I'm trying to create goldbergs polyhedra, but the code that should draw it on my screen works too slow (about 22 seconds to draw 6th lvl of detalization)
Stopwatch sw = new Stopwatch();
var hexes = sphere.hexes.ToArray();
sw.Start();
for (int j = 0; j < hexes.Length; j++)
{
MeshGeometry3D myMeshGeometry3D = new MeshGeometry3D();
Vector3DCollection myNormalCollection = new Vector3DCollection();
foreach (var verts in hexes[j].Normals)
{
myNormalCollection.Add(verts);
}
myMeshGeometry3D.Normals = myNormalCollection;
Point3DCollection myPositionCollection = new Point3DCollection();
foreach (var verts in hexes[j].Normals)
{
myPositionCollection.Add(new Point3D(verts.X, verts.Y, verts.Z));
}
myMeshGeometry3D.Positions = myPositionCollection;
Int32Collection myTriangleIndicesCollection = new Int32Collection();
foreach (var triangle in hexes[j].Tris)
{
myTriangleIndicesCollection.Add(triangle);
}
myMeshGeometry3D.TriangleIndices = myTriangleIndicesCollection;
Material material = new DiffuseMaterial(
new SolidColorBrush(Colors.Black)); ;
if (switcher)
{
material = new DiffuseMaterial(
new SolidColorBrush(Colors.BlueViolet));
}
switcher = !switcher;
GeometryModel3D model = new GeometryModel3D(
myMeshGeometry3D, material);
myGeometryModel.Geometry = myMeshGeometry3D;
myModel3DGroup.Children.Add(model);
myModel3DGroup.Children.Add(myGeometryModel);
}
sw.Stop();
I've tried to make my loop parallel, but myGeometryModel and myModel3DGroup are in the main thread so i can't modify them.
Your code isn't the problem.
I tried it out (thanks for posting a link) and based on what I was seeing in the Visual Studio performance tools tried using the
Model3DCollectionconstructor that takes anIEnumerable<Model3D>, instead of adding them one by one, which I see Andy also suggested. (During the build loop I added all the models to my ownList<Model3D>- which took almost no time - and sourced theModel3DCollectionwith this list - which is where everything ground to a halt.)While this approximately halved the time, it was still 20+ seconds on my souped up machine in debug mode. The
Model3DCollectionconstructor with theIEnumerable- one line of code - took up nearly all the time.For what it's worth - and I assume you know this, but for everyone else's benefit - detail level 5 rendered about 4x as fast for me, with 20,485 elements in the collection vs. 81,925 at level 6, while level 4 was essentially instantaneous at 5125 elements.
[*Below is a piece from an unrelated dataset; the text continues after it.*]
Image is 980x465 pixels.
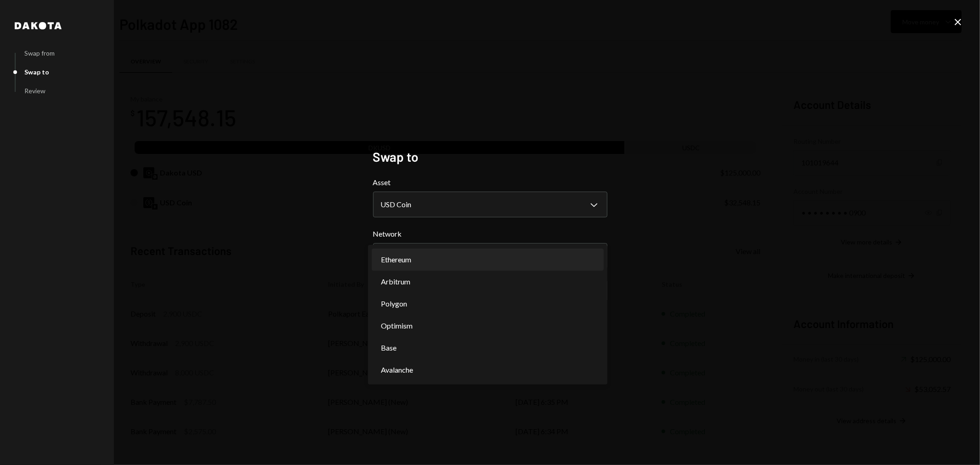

So apparently every detail level quadruples your model count and in turn the time to construct the
Model3DCollection. Point being, if you can get away with a lower detail level the render times improve dramatically.But if you require that detail level, you really need to be looking at another platform IMO. C# itself is not the issue, but the bottleneck is in WPF, so you're rather stuck. If you need to stick with WPF, you might try looking into
D3DImageandSharpDX. No C++ is required. Of course it would be a substantial re-write, but you're virtually certain to get the performance you're looking for.